Theta oscillations can be produced by hippocampal neural networks in isolation but normally it requires cholinergic input from the septum which makes pyramidal cells more excitable.
Correlations between theta and gamma oscillations are important. In rats learning associations among places and items for instance when we consider which place cells are acquiring their place fields the amplitude of gamma oscillations is frequency modulated by the theta oscillations instance example the size of the gamma spikes rises and falls in phase with the theta rhythm. These correlations can be associated to models of how the hippocampus works.
Gamma activity falls into two frequency bands, low and high. Low-frequency gamma in CA1 coincides with the falling phase of the theta band oscillations and is synchronous with low-frequency gamma in CA3. High-frequency gamma in CA1 happens during the rising phase of the theta band and is synchronized with high-frequency gamma in the entorhinal cortex. Therefore theta rhythms seem to play a role in controlling information flow by entorhinal cortex and CA3 to CA1: inputs to CA1 from memory-related recurrent processing in CA3 occurs at one phase of theta and is characterized through low gamma frequency coherence, although sensory-related input from the entorhinal cortex occurs at a different theta phase and is characterized through high gamma coherence. These two different patterns are thought to correspond to different phases of the theta rhythm being required for encoding or retrieval in CA1, with encoding corresponding to input from the entorhinal cortex although retrieval corresponds to CA3 input.

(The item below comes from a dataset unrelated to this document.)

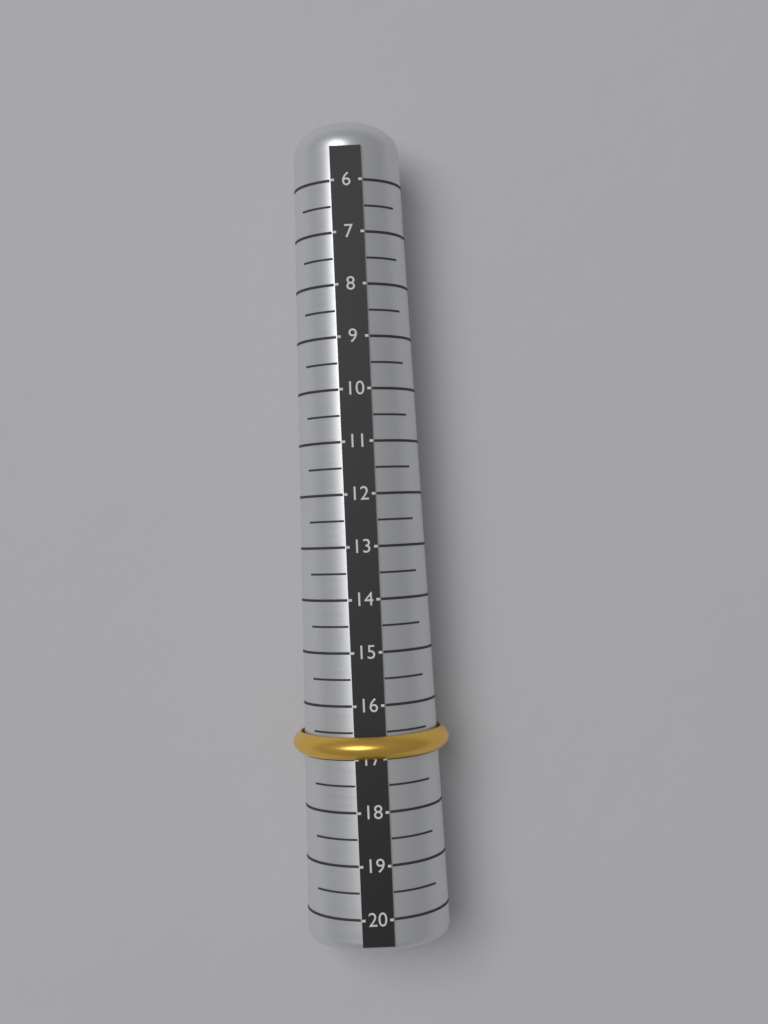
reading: 17.0 (no unit)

Hippocampal oscillations also influence activity in other fields. In the duration of spatial learning tasks theta activity coherent with that in the hippocampus is seen in the prefrontal cortex and the ventral striatum. In somatosensory and medial prefrontal regions bursts of locally produced gamma oscillations are shortly coherent with hippocampal theta rhythms during exploration and REM sleep. Synchronous activity in the gamma band is seen in the medal temporal lobe of rodents and primates including humans during memory tasks.